Cai’s art is based on explosions and fireworks. Here’s a past post by Roberta on his work. And here’s Cai’s website.

caiguoqianginopportune2“Illusion” is a huge, projected video (no image shown) of another Taurus exploding with fireworks in Times Square at night as people on the street act as if nothing is happening. What’s happening is both beautiful and horrifying, a 90-second disaster that plays through your consciousness in mental slow-motion. The car has a floaty quality as it moves silently through its paces like the World Trade Center explosions with the sound turned off. Cai, born in China and now a New Yorker, must have been puzzled by the unflappable, business-as-usual New Yorkers I grew up with. I remember a man exposing himself on the subway while people looked right through him. Behind the screen is the vehicle itself, its innards–charred cans that held the fireworks–exposed.
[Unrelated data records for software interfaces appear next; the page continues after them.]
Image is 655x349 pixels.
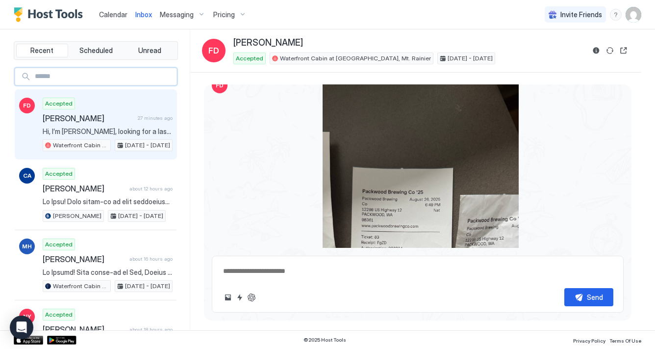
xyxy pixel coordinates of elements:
[45,169,73,178] span: Accepted
[53,282,108,290] span: Waterfront Cabin at [GEOGRAPHIC_DATA], Mt. Rainier
[43,324,126,334] span: [PERSON_NAME]
[604,45,616,56] button: Sync reservation
[160,10,194,19] span: Messaging
[30,46,53,55] span: Recent
[53,141,108,150] span: Waterfront Cabin at [GEOGRAPHIC_DATA], Mt. Rainier
[573,334,606,345] a: Privacy Policy
[124,44,176,57] button: Unread
[45,310,73,319] span: Accepted
[43,113,134,123] span: [PERSON_NAME]
[14,335,43,344] a: App Store
[129,185,173,192] span: about 12 hours ago
[234,291,246,303] button: Quick reply
[208,45,219,56] span: FD
[236,54,263,63] span: Accepted
[129,326,173,333] span: about 18 hours ago
[47,335,77,344] a: Google Play Store
[233,37,303,49] span: [PERSON_NAME]
[14,41,178,60] div: tab-group
[23,101,31,110] span: FD
[280,54,431,63] span: Waterfront Cabin at [GEOGRAPHIC_DATA], Mt. Rainier
[610,334,642,345] a: Terms Of Use
[448,54,493,63] span: [DATE] - [DATE]
[16,44,68,57] button: Recent
[610,9,622,21] div: menu
[138,115,173,121] span: 27 minutes ago
[23,171,31,180] span: CA
[43,183,126,193] span: [PERSON_NAME]
[43,197,173,206] span: Lo Ipsu! Dolo sitam-co ad elit seddoeiusmo! Tempor inci utl etdolorem aliquaenim ad minimv q nost...
[565,288,614,306] button: Send
[45,240,73,249] span: Accepted
[10,315,33,339] div: Open Intercom Messenger
[573,337,606,343] span: Privacy Policy
[610,337,642,343] span: Terms Of Use
[246,291,257,303] button: ChatGPT Auto Reply
[99,9,128,20] a: Calendar
[23,312,31,321] span: NY
[79,46,113,55] span: Scheduled
[99,10,128,19] span: Calendar
[587,292,603,302] div: Send
[14,7,87,22] a: Host Tools Logo
[561,10,602,19] span: Invite Friends
[53,211,102,220] span: [PERSON_NAME]
[135,10,152,19] span: Inbox
[216,81,224,90] span: FD
[43,268,173,277] span: Lo Ipsumd! Sita conse-ad el Sed, Doeius 35te in utlaboreetd! Magnaa enim adm veniamqui nostrudexe...
[304,336,346,343] span: © 2025 Host Tools
[70,44,122,57] button: Scheduled
[43,127,173,136] span: Hi, I’m [PERSON_NAME], looking for a last minute getaway for my three daughters and I before scho...
[22,242,32,251] span: MH
[31,68,177,85] input: Input Field
[129,256,173,262] span: about 16 hours ago
[125,282,170,290] span: [DATE] - [DATE]
[626,7,642,23] div: User profile
[135,9,152,20] a: Inbox
[118,211,163,220] span: [DATE] - [DATE]
[618,45,630,56] button: Open reservation
[213,10,235,19] span: Pricing
[45,99,73,108] span: Accepted
[222,291,234,303] button: Upload image
[125,141,170,150] span: [DATE] - [DATE]
[591,45,602,56] button: Reservation information
[138,46,161,55] span: Unread
[43,254,126,264] span: [PERSON_NAME]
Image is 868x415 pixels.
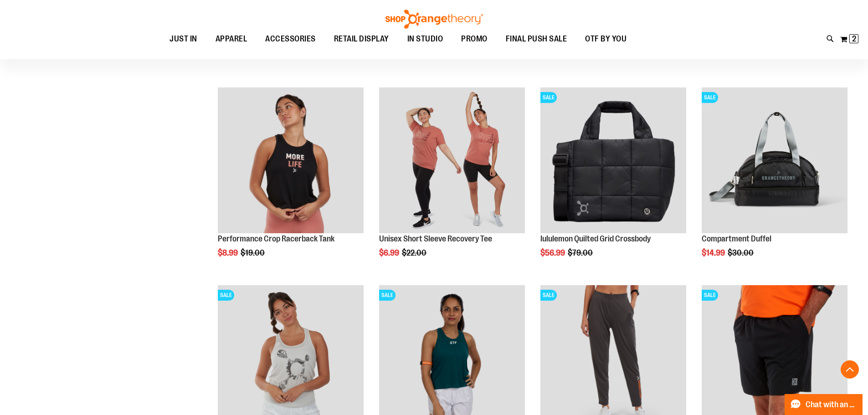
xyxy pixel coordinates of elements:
[335,28,389,49] span: RETAIL DISPLAY
[541,87,686,233] img: lululemon Quilted Grid Crossbody
[541,92,557,103] span: SALE
[218,234,335,244] a: Performance Crop Racerback Tank
[207,28,257,49] a: APPAREL
[697,83,853,280] div: product
[541,290,557,300] span: SALE
[407,28,443,49] span: IN STUDIO
[785,394,863,415] button: Chat with an Expert
[541,234,651,244] a: lululemon Quilted Grid Crossbody
[806,401,858,409] span: Chat with an Expert
[265,28,316,49] span: ACCESSORIES
[379,290,396,300] span: SALE
[728,248,755,258] span: $30.00
[541,87,686,235] a: lululemon Quilted Grid CrossbodySALE
[241,248,266,258] span: $19.00
[218,290,234,300] span: SALE
[325,28,398,49] a: RETAIL DISPLAY
[702,290,718,300] span: SALE
[576,28,636,49] a: OTF BY YOU
[541,248,567,258] span: $56.99
[853,34,857,44] span: 2
[536,83,691,280] div: product
[379,234,493,244] a: Unisex Short Sleeve Recovery Tee
[216,28,247,49] span: APPAREL
[702,248,727,258] span: $14.99
[379,87,525,235] a: Product image for Unisex Short Sleeve Recovery Tee
[497,28,577,49] a: FINAL PUSH SALE
[256,28,325,49] a: ACCESSORIES
[568,248,594,258] span: $79.00
[841,361,859,379] button: Back To Top
[702,87,848,233] img: Compartment Duffel front
[452,28,497,49] a: PROMO
[506,28,568,49] span: FINAL PUSH SALE
[702,87,848,235] a: Compartment Duffel front SALE
[218,87,364,233] img: Product image for Performance Crop Racerback Tank
[160,28,207,49] a: JUST IN
[379,87,525,233] img: Product image for Unisex Short Sleeve Recovery Tee
[402,248,428,258] span: $22.00
[702,92,718,103] span: SALE
[702,234,771,244] a: Compartment Duffel
[379,248,401,258] span: $6.99
[461,28,488,49] span: PROMO
[213,83,369,280] div: product
[374,83,530,280] div: product
[218,248,240,258] span: $8.99
[398,28,453,49] a: IN STUDIO
[385,9,484,28] img: Shop Orangetheory
[586,28,626,49] span: OTF BY YOU
[218,87,364,235] a: Product image for Performance Crop Racerback Tank
[170,28,197,49] span: JUST IN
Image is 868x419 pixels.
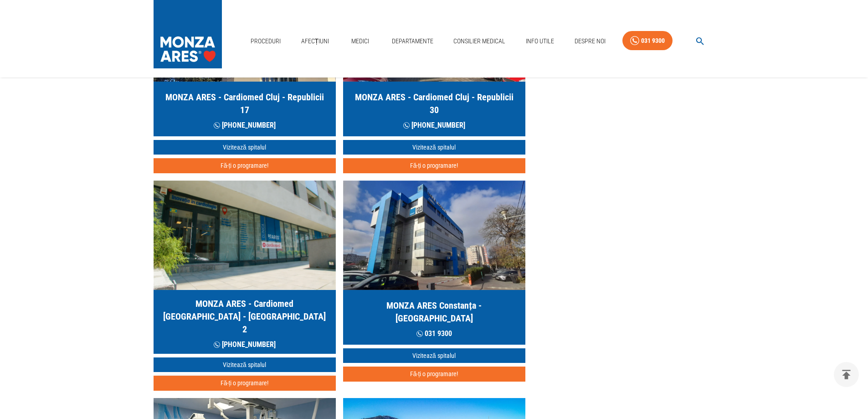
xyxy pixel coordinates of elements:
[153,357,335,372] a: Vizitează spitalul
[214,339,276,350] p: [PHONE_NUMBER]
[153,158,335,173] button: Fă-ți o programare!
[343,366,525,381] button: Fă-ți o programare!
[416,328,452,339] p: 031 9300
[214,120,276,131] p: [PHONE_NUMBER]
[343,181,525,344] a: MONZA ARES Constanța - [GEOGRAPHIC_DATA] 031 9300
[571,32,609,51] a: Despre Noi
[161,90,329,116] h5: MONZA ARES - Cardiomed Cluj - Republicii 17
[298,32,333,51] a: Afecțiuni
[450,32,509,51] a: Consilier Medical
[161,297,329,335] h5: MONZA ARES - Cardiomed [GEOGRAPHIC_DATA] - [GEOGRAPHIC_DATA] 2
[641,35,665,47] div: 031 9300
[343,348,525,363] a: Vizitează spitalul
[343,158,525,173] button: Fă-ți o programare!
[350,90,518,116] h5: MONZA ARES - Cardiomed Cluj - Republicii 30
[153,375,335,390] button: Fă-ți o programare!
[350,299,518,325] h5: MONZA ARES Constanța - [GEOGRAPHIC_DATA]
[247,32,284,51] a: Proceduri
[153,181,335,353] a: MONZA ARES - Cardiomed [GEOGRAPHIC_DATA] - [GEOGRAPHIC_DATA] 2 [PHONE_NUMBER]
[153,140,335,155] a: Vizitează spitalul
[153,181,335,290] img: MONZA ARES Cluj Napoca
[403,120,465,131] p: [PHONE_NUMBER]
[522,32,558,51] a: Info Utile
[834,361,858,387] button: delete
[343,140,525,155] a: Vizitează spitalul
[622,31,672,51] a: 031 9300
[343,181,525,290] img: MONZA ARES Constanța
[346,32,375,51] a: Medici
[388,32,437,51] a: Departamente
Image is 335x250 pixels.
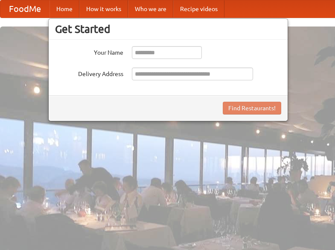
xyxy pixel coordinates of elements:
[55,68,123,78] label: Delivery Address
[55,23,282,35] h3: Get Started
[0,0,50,18] a: FoodMe
[128,0,173,18] a: Who we are
[50,0,79,18] a: Home
[79,0,128,18] a: How it works
[223,102,282,115] button: Find Restaurants!
[55,46,123,57] label: Your Name
[173,0,225,18] a: Recipe videos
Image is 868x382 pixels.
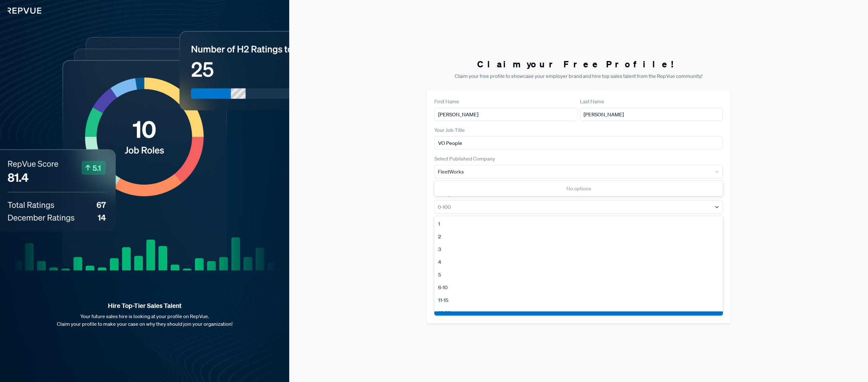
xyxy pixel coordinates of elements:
[580,98,604,105] label: Last Name
[580,108,723,121] input: Last Name
[434,281,723,294] div: 6-10
[434,242,723,256] div: 3
[434,294,723,306] div: 11-15
[434,126,464,134] label: Your Job Title
[434,256,723,268] div: 4
[434,155,495,162] label: Select Published Company
[426,72,730,80] p: Claim your free profile to showcase your employer brand and hire top sales talent from the RepVue...
[434,108,577,121] input: First Name
[434,230,723,242] div: 2
[434,137,723,150] input: Title
[434,182,723,195] div: No options
[10,302,279,310] strong: Hire Top-Tier Sales Talent
[426,59,730,70] h3: Claim your Free Profile!
[10,312,279,328] p: Your future sales hire is looking at your profile on RepVue. Claim your profile to make your case...
[434,306,723,319] div: 16-20
[434,217,723,230] div: 1
[434,98,459,105] label: First Name
[434,268,723,281] div: 5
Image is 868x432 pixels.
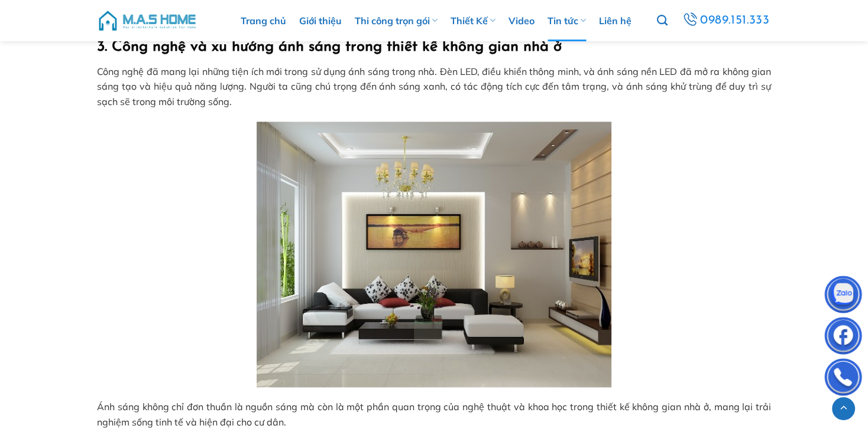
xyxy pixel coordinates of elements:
[825,361,861,397] img: Phone
[832,398,855,421] a: Lên đầu trang
[97,66,771,108] span: Công nghệ đã mang lại những tiện ích mới trong sử dụng ánh sáng trong nhà. Đèn LED, điều khiển th...
[97,40,562,54] b: 3. Công nghệ và xu hướng ánh sáng trong thiết kế không gian nhà ở
[825,278,861,314] img: Zalo
[97,401,771,428] span: Ánh sáng không chỉ đơn thuần là nguồn sáng mà còn là một phần quan trọng của nghệ thuật và khoa h...
[97,3,198,38] img: M.A.S HOME – Tổng Thầu Thiết Kế Và Xây Nhà Trọn Gói
[825,320,861,356] img: Facebook
[680,10,771,31] a: 0989.151.333
[657,8,667,33] a: Tìm kiếm
[256,122,611,387] img: Tầm quan trọng của ánh sáng trong thiết kế không gian nhà ở 3
[700,11,769,31] span: 0989.151.333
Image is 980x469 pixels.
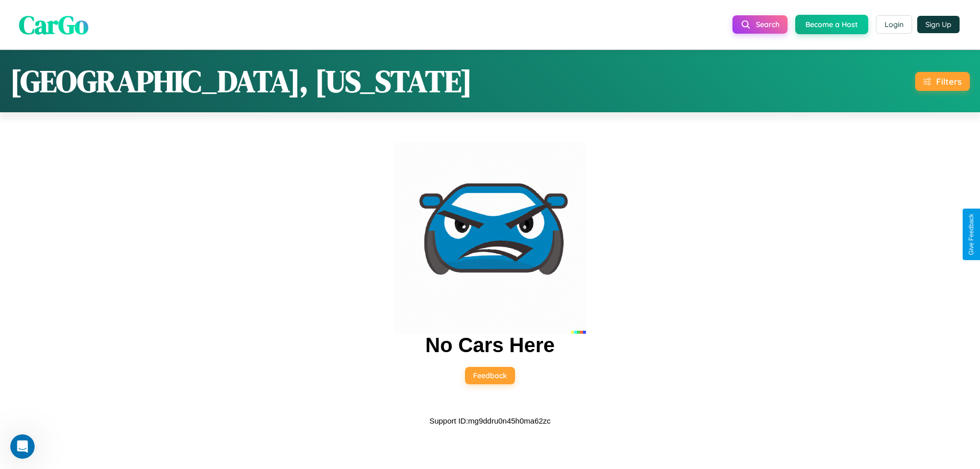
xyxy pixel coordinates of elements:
img: car [394,142,586,334]
h2: No Cars Here [425,334,555,357]
button: Feedback [465,367,515,385]
div: Filters [936,76,962,86]
button: Sign Up [917,16,960,33]
button: Search [733,15,788,34]
iframe: Intercom live chat [11,435,34,459]
h1: [GEOGRAPHIC_DATA], [US_STATE] [11,60,472,102]
button: Become a Host [796,15,868,34]
span: Search [756,20,780,29]
span: CarGo [19,6,89,42]
p: Support ID: mg9ddru0n45h0ma62zc [430,414,551,428]
button: Filters [915,72,970,91]
button: Login [876,15,913,34]
div: Give Feedback [968,214,975,255]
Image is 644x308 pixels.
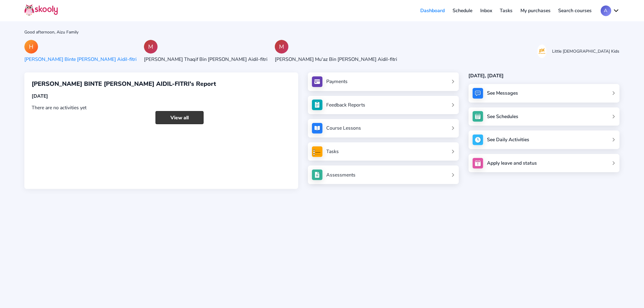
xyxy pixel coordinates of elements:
[144,56,267,63] div: [PERSON_NAME] Thaqif Bin [PERSON_NAME] Aidil-fitri
[552,48,620,54] div: Little [DEMOGRAPHIC_DATA] Kids
[32,104,291,111] div: There are no activities yet
[32,80,216,88] span: [PERSON_NAME] BINTE [PERSON_NAME] AIDIL-FITRI's Report
[326,101,365,108] div: Feedback Reports
[156,111,203,124] a: View all
[312,76,455,87] a: Payments
[601,5,620,16] button: Achevron down outline
[326,78,348,85] div: Payments
[312,123,455,133] a: Course Lessons
[417,6,449,15] a: Dashboard
[473,88,483,99] img: messages.jpg
[275,56,397,63] div: [PERSON_NAME] Mu'az Bin [PERSON_NAME] Aidil-fitri
[473,158,483,169] img: apply_leave.jpg
[469,73,620,79] div: [DATE], [DATE]
[496,6,517,15] a: Tasks
[469,154,620,173] a: Apply leave and status
[312,100,455,110] a: Feedback Reports
[326,148,339,155] div: Tasks
[487,136,529,143] div: See Daily Activities
[473,134,483,145] img: activity.jpg
[555,6,596,15] a: Search courses
[312,76,322,87] img: payments.jpg
[469,107,620,126] a: See Schedules
[312,170,455,180] a: Assessments
[24,29,620,35] div: Good afternoon, Aizu Family
[312,123,322,133] img: courses.jpg
[487,90,518,97] div: See Messages
[326,172,355,178] div: Assessments
[326,125,361,132] div: Course Lessons
[275,40,289,54] div: M
[538,45,547,58] img: 202206020728219298424966833748702edCh6KSZj3g9gnNzH.jpeg
[516,6,555,15] a: My purchases
[449,6,477,15] a: Schedule
[487,160,537,166] div: Apply leave and status
[24,40,38,54] div: H
[24,56,137,63] div: [PERSON_NAME] Binte [PERSON_NAME] Aidil-fitri
[469,131,620,149] a: See Daily Activities
[487,113,518,120] div: See Schedules
[312,147,455,157] a: Tasks
[312,170,322,180] img: assessments.jpg
[473,111,483,122] img: schedule.jpg
[32,93,291,100] div: [DATE]
[24,4,58,16] img: Skooly
[476,6,496,15] a: Inbox
[312,147,322,157] img: tasksForMpWeb.png
[144,40,158,54] div: M
[312,100,322,110] img: see_atten.jpg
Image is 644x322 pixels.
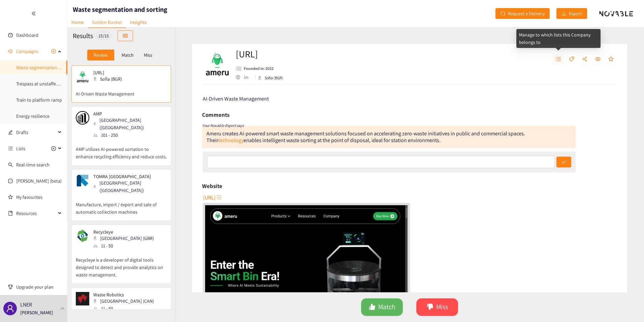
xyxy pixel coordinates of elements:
span: edit [8,130,13,134]
button: share-alt [579,54,591,65]
button: dislikeMiss [416,298,458,316]
iframe: Chat Widget [611,289,644,322]
span: dislike [427,303,434,311]
p: Miss [144,52,152,57]
span: Export [569,10,582,17]
div: [GEOGRAPHIC_DATA] (GBR) [93,234,158,242]
span: redo [501,11,505,17]
button: eye [592,54,604,65]
span: unordered-list [8,146,13,151]
span: [URL] [203,193,216,202]
span: Lists [16,142,25,155]
a: Dashboard [16,32,39,38]
span: like [369,303,376,311]
p: [URL] [93,69,122,75]
button: check [557,156,571,167]
p: AMP utilizes AI-powered sortation to enhance recycling efficiency and reduce costs. [76,138,167,160]
div: [GEOGRAPHIC_DATA] (CAN) [93,297,158,305]
a: Energy resilience [16,113,49,119]
h2: [URL] [236,47,285,61]
img: Snapshot of the company's website [76,69,89,84]
span: plus-circle [51,146,56,151]
p: AMP [93,111,162,116]
li: Founded in year [236,65,274,71]
span: Match [378,301,396,312]
p: Match [121,52,133,57]
div: [GEOGRAPHIC_DATA] ([GEOGRAPHIC_DATA]) [93,116,166,131]
a: website [205,205,408,319]
button: likeMatch [361,298,403,316]
a: Train to platform ramp [16,97,62,103]
span: trophy [8,285,13,289]
p: Recycleye is a developer of digital tools designed to detect and provide analytics on waste manag... [76,249,167,278]
p: [PERSON_NAME] [20,309,53,316]
span: star [609,56,614,62]
button: unordered-list [553,54,565,65]
i: Your Novable Expert says [202,123,244,128]
span: book [8,211,13,216]
div: 15 / 15 [96,31,111,40]
span: download [562,11,567,17]
button: redoRequest a Delivery [496,8,550,19]
button: star [605,54,617,65]
div: Sofia (BGR) [93,75,126,83]
p: LNER [20,300,32,309]
span: Drafts [16,126,56,139]
span: share-alt [582,56,587,62]
span: sound [8,49,13,53]
h1: Waste segmentation and sorting [73,5,168,14]
a: Home [67,17,88,27]
div: 101 - 250 [93,131,166,138]
a: Real-time search [16,162,49,168]
span: plus-circle [51,49,56,53]
span: check [562,160,567,165]
span: Request a Delivery [508,10,545,17]
a: My favourites [16,190,62,204]
p: Recycleye [93,229,154,234]
h6: Comments [202,110,230,120]
a: [PERSON_NAME] (beta) [16,178,61,184]
span: double-left [31,11,36,16]
span: table [123,33,127,39]
span: AI-Driven Waste Management [203,95,269,102]
a: website [236,75,244,79]
img: Company Logo [204,51,231,77]
h6: Website [202,181,222,191]
a: linkedin [244,75,252,79]
p: Waste Robotics [93,292,154,297]
p: Founded in: 2022 [244,65,274,71]
img: Snapshot of the Company's website [205,205,408,319]
p: Manufacture, import / export and sale of automatic collection machines [76,194,167,216]
span: Miss [436,301,448,312]
img: Snapshot of the company's website [76,229,89,243]
button: tag [566,54,578,65]
a: Waste segmentation and sorting [16,64,81,71]
button: table [117,30,133,41]
a: technology [218,136,244,144]
p: Review [93,52,107,57]
a: Insights [126,17,151,27]
button: [URL] [203,192,222,202]
span: eye [595,56,601,62]
a: Trespass at unstaffed stations [16,81,76,87]
a: Golden Basket [88,17,126,28]
img: Snapshot of the company's website [76,292,89,305]
span: unordered-list [556,56,561,62]
div: Sofia (BGR) [258,75,285,81]
span: Resources [16,206,56,220]
p: AI-Driven Waste Management [76,84,167,98]
span: Upgrade your plan [16,280,62,293]
span: tag [569,56,575,62]
div: 11 - 50 [93,242,158,249]
span: user [6,304,14,312]
div: Ameru creates AI-powered smart waste management solutions focused on accelerating zero-waste init... [206,130,525,144]
span: Campaigns [16,45,39,58]
div: 11 - 50 [93,305,158,312]
img: Snapshot of the company's website [76,111,89,124]
p: TOMRA [GEOGRAPHIC_DATA] [93,174,162,179]
img: Snapshot of the company's website [76,174,89,187]
div: [GEOGRAPHIC_DATA] ([GEOGRAPHIC_DATA]) [93,179,166,194]
button: downloadExport [557,8,587,19]
div: Manage to which lists this Company belongs to [517,29,601,48]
caiguoqianginopportune2det“Inopportune: Stage Two” is and installation of nine tigers bristling with arrows, twisting and turning across the gallery, a staged landscape. This too is a 3-D scroll painting to be read by walking along the installation. And it’s theatrical (Cai was trained as a set designer). There’s a reference here to a scroll painting, also on display, of tigers in motion by Cai’s father. But Cai the younger’s tiger is us, the U.S., the paper tiger, struck and looking for a way to strike back (images of installation and detail).

This installation was commissioned by MASS MoCA.